Waterloo Region Record

Canada getting stung by injuries, lack of depth

- Neil Davidson

TORONTO — His team down 12-7 at halftime to Argentina at the Sydney Sevens, Canada rugby coach Damian McGrath urged his players to pick up the tempo and stick to the game plan.

“You’ve the quarter-finals in the palm of your hands and in a moment you’re just throwing it away,” he said.

Needing a win to advance to the Cup quarter-finals on the weekend, Canada clawed its way to a 17-17 tie on a Pat Kay try with less than 15 seconds remaining. But the hard-luck Canadians had to settle for the tie after Kay, subbing as kicker for the injured Nate Hirayama, missed the conversion attempt.

Instead of contending in the tournament’s top eight, the Canadian men dropped into consolatio­n play and finished 13th for the third time in four stops on the 2016-17 HSBC World Rugby Sevens Series.

A sparkling fourth-place finish in Wellington the week before showed the Canadians are better than their current 12th place on the overall standings. But injuries and a lack of depth are costing Canada.

“I would back our starting seven or eight players any time against any team,” said McGrath, who took over the Canadian team this season.

“The week before in Wellington we had a very consistent starting lineup, which I regard as our strongest, and we went all the way to the closing stages.”

But with Hirayama sidelined and Kay, Justin Douglas and Adam Zaruba all ailing, Sydney was a different story.

“The loss of those four key players with no real replacemen­ts maybe highlights where we are as a program — that we’ve got some good players but there’s a big drop-off to what comes next,” McGrath said.

To that end, the English coach will be in Toronto this weekend to scout talent at an Ontario under-18 camp. Finding depth will take time, he acknowledg­es.

Hirayama, Canada’s influentia­l playmaker, suffered a hamstring injury in the dying minutes at Wellington and had to sit out in Sydney. Kay and Zaruba were hurt in the first game there.

“In the normal course of events I would have withdrawn them from the competitio­n,” McGrath said.

“But with no real like-for-like replacemen­ts, I tried to squeeze a little bit more out of them, and ultimately it was too much for them.”

Amazingly, Douglas tied for second in tournament scoring with five tries despite fighting a bug in the sapping heat and humidity Down Under.

“Fair play to him. He climbed off his sick bed and tried to take part but he was nothing like the force he usually is,” said McGrath.

“Standing still on the sideline was hard work. You were sweating and feeling drained,” he added. “To run out there, even when you’re fit, was even harder. But to try and do it when you’ve been sick and your stomach wasn’t feeling great, I can’t say enough good things about him.”

 ??  ?? Martin Iosefo, left, of the United States dives for the line to score a try in front of Canada’s Justin Douglas during their match at the World Rugby Sevens Series tournament in Sydney on Saturday.
Martin Iosefo, left, of the United States dives for the line to score a try in front of Canada’s Justin Douglas during their match at the World Rugby Sevens Series tournament in Sydney on Saturday.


- [TASK ITEM]
Only the number is wanted: state how many lines of the data below contain the word "plot".

[Stored data entries]
╭──
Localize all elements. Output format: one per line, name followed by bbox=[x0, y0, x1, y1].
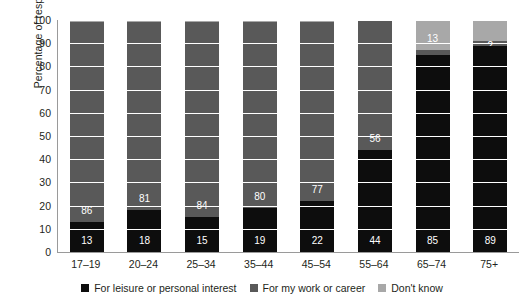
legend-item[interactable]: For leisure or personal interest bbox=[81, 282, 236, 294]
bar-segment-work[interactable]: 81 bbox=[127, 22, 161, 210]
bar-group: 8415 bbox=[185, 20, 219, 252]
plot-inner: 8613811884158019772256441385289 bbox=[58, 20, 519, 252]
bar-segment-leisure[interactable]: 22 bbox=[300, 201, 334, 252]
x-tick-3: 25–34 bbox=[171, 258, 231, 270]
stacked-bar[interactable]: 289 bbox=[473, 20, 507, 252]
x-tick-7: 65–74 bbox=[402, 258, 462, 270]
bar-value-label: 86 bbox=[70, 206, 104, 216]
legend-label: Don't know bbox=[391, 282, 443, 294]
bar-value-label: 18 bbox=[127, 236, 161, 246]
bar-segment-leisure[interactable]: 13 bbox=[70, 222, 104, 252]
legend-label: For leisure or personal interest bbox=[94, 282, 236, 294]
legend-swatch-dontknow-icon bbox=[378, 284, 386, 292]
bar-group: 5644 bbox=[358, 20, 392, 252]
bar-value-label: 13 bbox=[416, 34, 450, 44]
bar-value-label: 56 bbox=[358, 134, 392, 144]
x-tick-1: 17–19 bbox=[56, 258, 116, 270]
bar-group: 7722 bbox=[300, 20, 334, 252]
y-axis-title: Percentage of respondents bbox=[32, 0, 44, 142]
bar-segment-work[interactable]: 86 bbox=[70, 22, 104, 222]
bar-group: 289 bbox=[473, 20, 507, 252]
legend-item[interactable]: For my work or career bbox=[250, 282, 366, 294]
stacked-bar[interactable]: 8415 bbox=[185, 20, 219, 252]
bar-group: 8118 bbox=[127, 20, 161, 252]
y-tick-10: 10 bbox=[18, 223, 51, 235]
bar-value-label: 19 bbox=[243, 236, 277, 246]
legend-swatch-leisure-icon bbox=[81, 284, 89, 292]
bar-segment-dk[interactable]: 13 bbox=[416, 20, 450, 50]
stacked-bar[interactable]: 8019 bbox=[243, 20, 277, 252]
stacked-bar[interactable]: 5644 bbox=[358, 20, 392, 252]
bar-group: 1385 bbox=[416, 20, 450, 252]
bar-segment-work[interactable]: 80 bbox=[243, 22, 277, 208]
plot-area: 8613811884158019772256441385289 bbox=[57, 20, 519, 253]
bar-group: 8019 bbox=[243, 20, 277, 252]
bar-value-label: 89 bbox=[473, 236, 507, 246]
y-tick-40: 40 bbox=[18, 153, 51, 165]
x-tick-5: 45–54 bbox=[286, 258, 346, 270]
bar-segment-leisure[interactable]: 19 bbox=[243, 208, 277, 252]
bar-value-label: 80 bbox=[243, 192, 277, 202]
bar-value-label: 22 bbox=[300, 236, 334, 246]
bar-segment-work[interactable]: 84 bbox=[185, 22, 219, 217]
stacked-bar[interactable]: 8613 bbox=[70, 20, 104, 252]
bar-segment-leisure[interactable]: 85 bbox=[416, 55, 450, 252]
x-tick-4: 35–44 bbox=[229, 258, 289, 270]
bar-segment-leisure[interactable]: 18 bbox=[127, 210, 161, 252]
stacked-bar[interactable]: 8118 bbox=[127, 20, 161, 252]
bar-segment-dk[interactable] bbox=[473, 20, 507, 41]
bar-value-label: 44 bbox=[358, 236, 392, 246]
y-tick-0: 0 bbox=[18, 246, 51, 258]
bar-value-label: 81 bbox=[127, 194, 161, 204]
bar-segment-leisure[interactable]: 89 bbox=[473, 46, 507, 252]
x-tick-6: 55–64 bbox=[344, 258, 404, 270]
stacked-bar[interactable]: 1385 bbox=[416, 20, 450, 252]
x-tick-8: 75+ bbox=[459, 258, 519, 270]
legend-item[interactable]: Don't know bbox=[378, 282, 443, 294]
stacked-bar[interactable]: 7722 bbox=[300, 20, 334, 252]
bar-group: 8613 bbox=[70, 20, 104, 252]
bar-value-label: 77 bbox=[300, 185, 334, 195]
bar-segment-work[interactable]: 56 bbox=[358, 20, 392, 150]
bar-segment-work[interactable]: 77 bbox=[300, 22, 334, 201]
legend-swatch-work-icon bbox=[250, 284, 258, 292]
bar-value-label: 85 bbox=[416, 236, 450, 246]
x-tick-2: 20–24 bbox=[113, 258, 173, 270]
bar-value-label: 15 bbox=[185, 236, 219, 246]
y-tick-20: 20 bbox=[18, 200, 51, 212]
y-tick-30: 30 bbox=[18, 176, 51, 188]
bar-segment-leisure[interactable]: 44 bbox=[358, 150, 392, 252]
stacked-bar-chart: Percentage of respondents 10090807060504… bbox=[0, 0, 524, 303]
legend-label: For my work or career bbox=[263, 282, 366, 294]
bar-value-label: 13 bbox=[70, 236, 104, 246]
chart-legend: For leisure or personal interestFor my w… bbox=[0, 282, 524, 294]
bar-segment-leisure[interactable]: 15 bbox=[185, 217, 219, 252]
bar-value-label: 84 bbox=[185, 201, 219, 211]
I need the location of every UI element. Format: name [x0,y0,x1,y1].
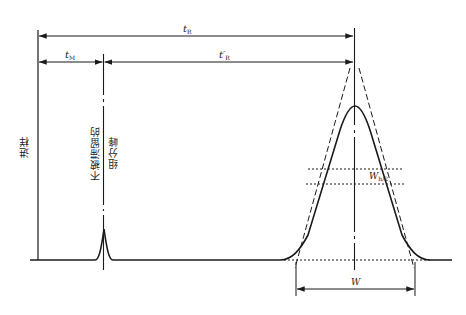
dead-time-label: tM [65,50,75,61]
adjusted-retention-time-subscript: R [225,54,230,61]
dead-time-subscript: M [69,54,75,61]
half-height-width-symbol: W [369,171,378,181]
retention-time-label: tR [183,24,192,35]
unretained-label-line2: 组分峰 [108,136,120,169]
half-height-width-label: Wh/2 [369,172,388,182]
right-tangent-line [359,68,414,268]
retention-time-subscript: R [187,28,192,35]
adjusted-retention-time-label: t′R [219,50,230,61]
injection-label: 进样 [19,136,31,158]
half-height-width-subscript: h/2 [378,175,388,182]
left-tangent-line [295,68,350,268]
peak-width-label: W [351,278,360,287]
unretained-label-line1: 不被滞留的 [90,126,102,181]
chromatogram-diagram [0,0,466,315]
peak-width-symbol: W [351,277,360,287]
╰──
╭──
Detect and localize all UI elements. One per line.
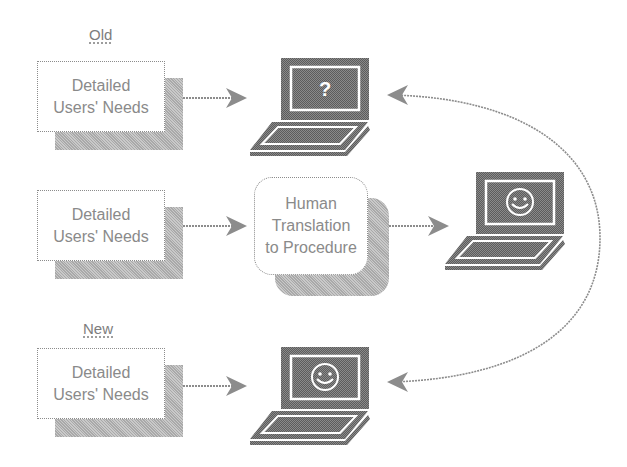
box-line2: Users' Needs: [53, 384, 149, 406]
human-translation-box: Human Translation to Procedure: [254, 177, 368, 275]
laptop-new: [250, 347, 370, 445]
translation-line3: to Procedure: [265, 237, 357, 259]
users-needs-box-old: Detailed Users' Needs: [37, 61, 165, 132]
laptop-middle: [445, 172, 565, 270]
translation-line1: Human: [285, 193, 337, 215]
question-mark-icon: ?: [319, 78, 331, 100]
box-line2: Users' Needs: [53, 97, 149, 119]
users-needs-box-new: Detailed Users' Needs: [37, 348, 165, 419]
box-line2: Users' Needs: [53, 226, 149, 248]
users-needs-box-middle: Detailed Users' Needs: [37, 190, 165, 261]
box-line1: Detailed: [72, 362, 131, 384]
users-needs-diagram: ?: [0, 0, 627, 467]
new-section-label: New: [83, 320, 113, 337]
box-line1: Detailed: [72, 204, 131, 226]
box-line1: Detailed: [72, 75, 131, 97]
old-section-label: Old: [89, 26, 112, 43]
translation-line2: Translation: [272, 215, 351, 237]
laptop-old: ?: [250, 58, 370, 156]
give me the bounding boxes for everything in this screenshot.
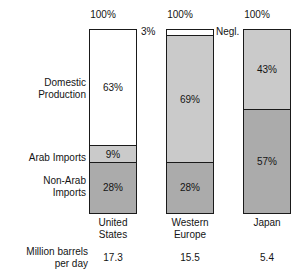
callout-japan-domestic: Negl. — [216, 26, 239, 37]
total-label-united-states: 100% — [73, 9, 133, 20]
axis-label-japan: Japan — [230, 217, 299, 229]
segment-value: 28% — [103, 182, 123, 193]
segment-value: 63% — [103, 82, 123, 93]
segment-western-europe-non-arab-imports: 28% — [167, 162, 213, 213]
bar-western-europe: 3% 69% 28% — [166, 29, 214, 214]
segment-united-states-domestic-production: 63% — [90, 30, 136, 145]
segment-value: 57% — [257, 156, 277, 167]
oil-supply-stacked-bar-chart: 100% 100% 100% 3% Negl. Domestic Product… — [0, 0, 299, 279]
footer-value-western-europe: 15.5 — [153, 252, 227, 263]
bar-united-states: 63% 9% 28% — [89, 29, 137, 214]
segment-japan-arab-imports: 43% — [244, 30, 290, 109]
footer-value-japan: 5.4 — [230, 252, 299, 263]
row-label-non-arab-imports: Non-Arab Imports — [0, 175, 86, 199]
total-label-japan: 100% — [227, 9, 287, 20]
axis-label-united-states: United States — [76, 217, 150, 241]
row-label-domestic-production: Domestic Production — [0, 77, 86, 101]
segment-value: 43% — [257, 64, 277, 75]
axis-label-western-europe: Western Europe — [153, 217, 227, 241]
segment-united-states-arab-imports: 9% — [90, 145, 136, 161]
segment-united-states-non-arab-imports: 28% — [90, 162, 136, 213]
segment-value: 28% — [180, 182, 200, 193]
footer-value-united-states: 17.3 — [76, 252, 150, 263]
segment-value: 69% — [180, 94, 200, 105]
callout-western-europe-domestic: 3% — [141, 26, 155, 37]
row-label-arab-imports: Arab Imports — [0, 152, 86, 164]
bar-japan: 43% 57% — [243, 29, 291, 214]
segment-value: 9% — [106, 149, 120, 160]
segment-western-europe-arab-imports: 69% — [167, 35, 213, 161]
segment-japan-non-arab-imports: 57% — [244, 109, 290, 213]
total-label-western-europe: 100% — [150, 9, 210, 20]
╰──
- [SOLVED PROBLEM]
2